Eventually, all of this idiocy is justified when the white dude suddenly goes nuts with a gun for little rational reason in a response no real human being would ever have, and the black dude gets his house from another black dude.

This book is racist in that negative, victim mentality kind of way, and though I have the utmost respect for Makes Me Wanna Holler, this book is just utterly ridiculous and pisses me off, as a white dude trying to make his way toward racial equality. It’s patronizing, it’s shallow, and it doesn’t address any problems, it just assigns blame to white people for trying to buy houses cheap. Which is, you know, not a crime.

The sole saving grace is the beautifully crafted side characters, when they’re not acting like idiots. The black characters are very real. The white characters are very archetypical and weak. I suppose this makes sense, given the seeming message, but trust me, black folk, white folk won’t pull a gun on you and charge your house shooting because your wife goes missing for ten minutes. Promise. That’s the moral of this story.

I read a proof copy, and the thing was rife with spelling errors, too, which I hope didn’t make the final book. Regardless. Save your cash.
 

This is my last Huston book before I have to wait like a schmuck for the next one to come out, and for that alone, I resent it. But beyond that, there’s nothing negative I can say about this book. It examines a series of REAL kids who screw up in a vivid portrayal of the eighties. It’s a dynastic story about a dysfunctional cycle of families and their punk kids over a thriller spine, with huge potential consequences.

Unlike most thrillers, where you spend most of the book watching people flee a monster or bad person, Huston does what is typical.
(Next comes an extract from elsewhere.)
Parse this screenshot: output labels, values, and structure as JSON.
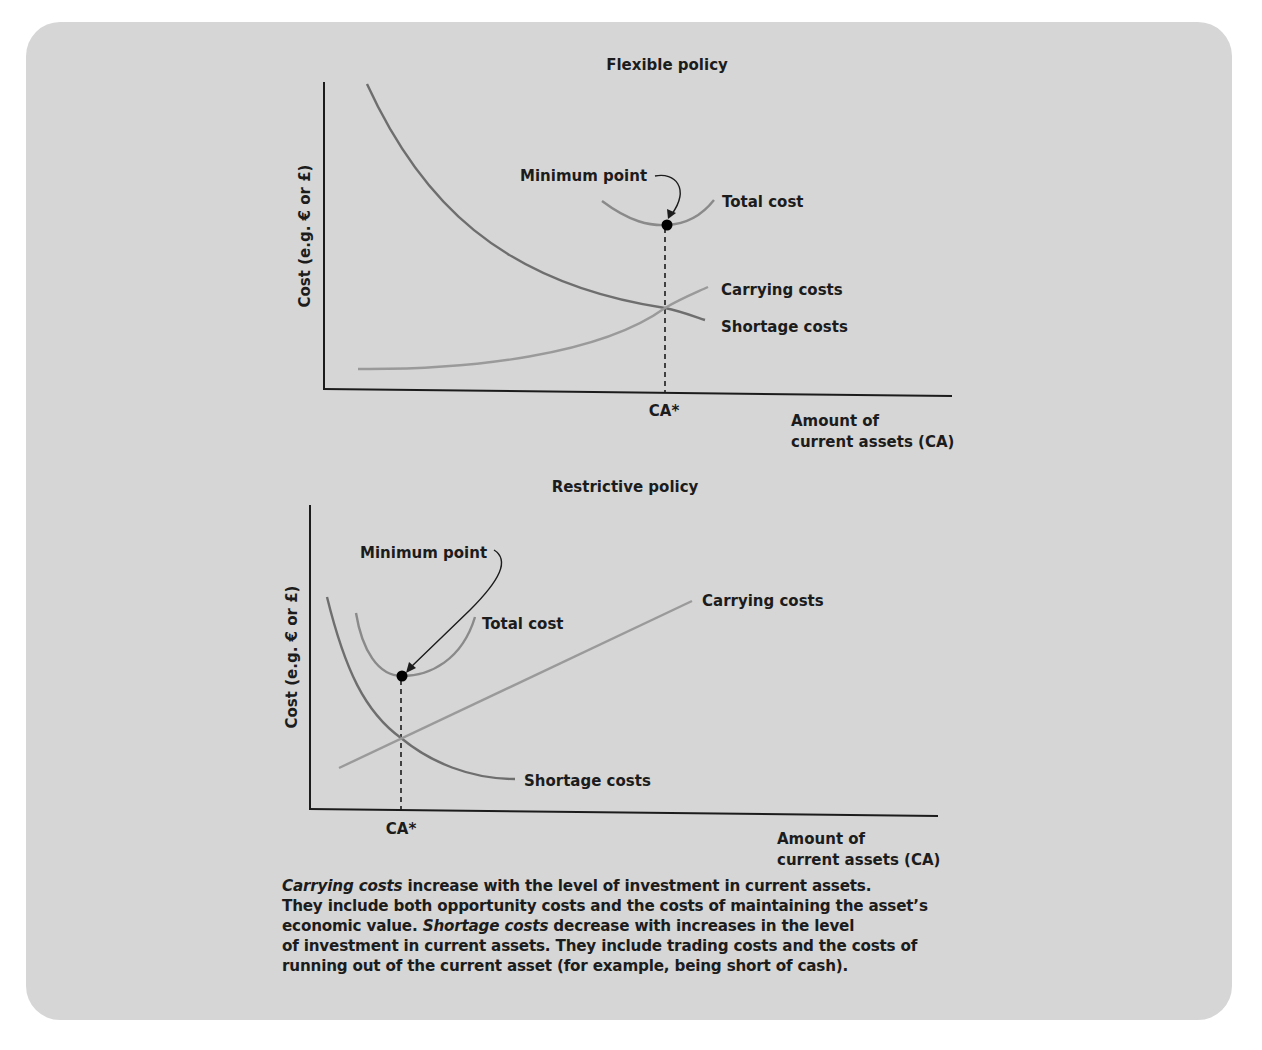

He takes these kids and beats the holy crap out of them, leaving them scarred permanently and CHANGED. You know, change, that thing that used to happen to characters in that thing called a STORY? Well, Huston gets that, thank Christ, and emphasizes it here in a story that leaves you nostalgic for youth and at the same time afraid of it.

If you grew up near or around any shady characters, dudes who dealed drugs, tooled on motorcycles or with motorcycle gangs, this’ll crack your teeth. Good times.

Stephen King is a moral dilemma for me, because he’s a GENRE FICTION guy. Or was. Now he’s turned into a LITERATURE guy. But the thing is, he’s slipped it under the radar and tricked everyone who still thinks he writes genre.

He used to write stories about escaping the dog in the broken down car, simple as that. Now he weaves complex narratives about the meaning of death, the potentialities in terms of loss for the nuclear apocalypse, and he caps it with a story about a dude caught in a shitter. But that doesn’t mean it’s not literature (see Bukowski above). Well, okay, maybe the last one was just a fun story.

But there’s more to eat here, and that’s what I dig. His short stories have improved, his style has approved, and he’s slowing down, I can see it. I lament that. He’s only sixty. That means if I get better, I’m gonna slow down, too. That scares me.

But the book itself rocks and rolls, and kept me enthralled. It even references Charlie Huston. In the Gingerbread Girl, he points out that she has Six Bad Things on her shelf.

King, you rock. Told you Huston was good, folks. Even the King’s reading him.

The Wheelman is actually the book before The Blonde (or one of them), as I’m working my way into Swierczynski (and curse his name, every time I review it’s like J. Mike, I keep having to look at the name).

I didn’t realize, given The Blonde, but there are characters that carry over between his stories. I don’t want to spoil it, but it’s really awesome, actually, and like Huston, all of his characters end up fundamentally annihilated in pursuit of the resolution of conflict.

Duane (ah, that’s better!) is a strong writer, he writes in crisp, short chapters in the style I enjoy, and I look forward to Severence Package, which I’m gonna pick up soon.